Orocobix did not bother to resist the invader, but gave it what it wanted: A memory from then, the before, on the island of Borikén; a painted chief on the lush slopes of Lukiyó immolating himself, burning to ash the accumulated heirlooms of his fore-mothers and their brothers, burning the birds, and the corals, and the fish, and the cassava, and all that lived on the island of Borikén. The onlookers, the first victims of the Ibers’ blight, had collected up the ashes and stowed the remains of their leader in a calabash. They waited for the whirling Yurakan to come, beseeching it to carry the traces of Borikén into the turey beyond the sky. For many generations, the ashes drifted the nightsea, before metamorphosing into Orocobix, who then slept, waiting in the kanoa for the Iber who became Astrals to weaken.

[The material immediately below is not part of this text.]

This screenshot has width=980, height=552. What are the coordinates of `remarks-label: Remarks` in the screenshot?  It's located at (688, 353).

And now Orocobix had awakened to sow Borikén anew in the sidereal archipelagos beyond the Ibers’ wrecked Terra.
The Colón kept plumbing deeper into Orocobix, seeking the hidden knowledge of ancestors, but Orocobix denied the Colón. They drank a vial of the Mabí, their only defense against the blight that was assimilating them thought by tremulous thought.

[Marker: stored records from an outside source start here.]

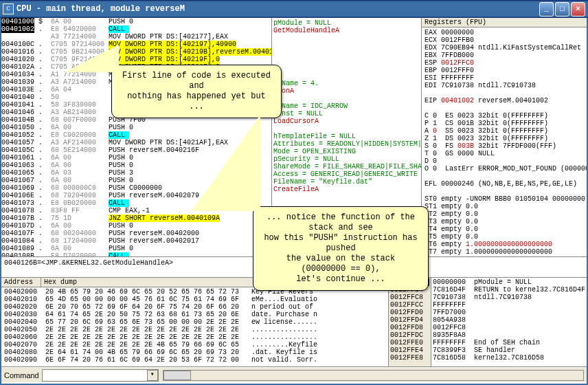 The width and height of the screenshot is (588, 385). Describe the element at coordinates (504, 252) in the screenshot. I see `register-line: ST7 empty 1.0000000000000000000` at that location.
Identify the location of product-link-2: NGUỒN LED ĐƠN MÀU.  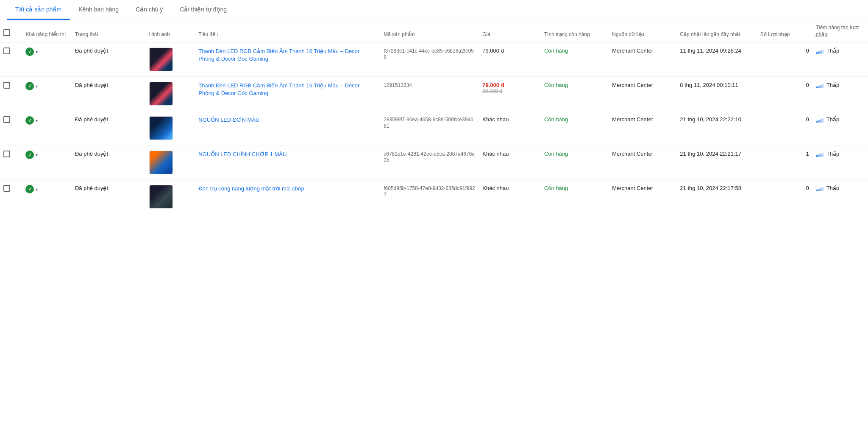
(229, 120).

Having momentarily silenced the Colón and numbed the pain of their broken limbs, Orocobix stood to full height. Before them, the reactor churned, its viridian beacon lancing into the clotted sky. With each pulse of its fell light, the unworlding engine sapped the island’s vibrancy, assimilating all fugitive traces of life that resisted, snuffing out all the dreams of pink moss that sought to blanket their world in soft lush.
Orocobix limped forward, faintly aware of movement in their peripherals, even as blood oozed from their head. The Colón, now severed from their mind, had summoned the last of its Astrals to subdue Orocobix. The shambling figures, obscured in the dark, resembled the jellyfish that once bobbed in Yocahu’s tides. Orocobix reached for an object stowed away in a satchel of leaves on its waist.
The Astrals encircled Orocobix, their pulsing eyes emitting light erratically as they unsheathed their glittering tentacles, preparing to strike and devour the last of the Borikén.
Orocobix opened a folded flamboyan leaf. Within slept a cemí, a crescent of ochre stone. Through their entanglement with the Astral consciousness, Orocobix learned that Iber had once excavated a number of cemí, regarding them as inert stones fashioned in the likeness of false deities. Their true purpose had eluded the Iber and their Astral successors.
Orocobix tossed the cemí hewn with the smiling face of Guayaba into the reactor just as the metallic arachnids began to impale their body.
The blight coursed through Orocobix as it had their ancestors on Borikén, erasing their memories, replacing their limbs with iron nodes, their living cells with silicon micro-processors—but none of it mattered. The reactor quaked, and from the cemí sprouted the many emerald shoots of a Cojóbana tree in a radial arc that pirouetted upward, engulfing and dismembering Orocobix and the spindly Astrals as it leapt up toward the sun. The Cojóbana sprouted, carrying the remains of Orocobix with it, interring them in a living cocoon of bough and leaf, where they flourished, between dreaming and wakefulness, a Somnambulist.
The Cojóbana that was also Orocobix dreamt of Borikén, sowing their memory-vision into the calamitous flesh of the planet at the edge of the nightsea until, at last, Borikén was remade.
Such an inspiring narration, full of poetry and the knowledge of our history, the history of our 500-long struggle against the colonization of our minds and hearts! Thank you for this insightful opus!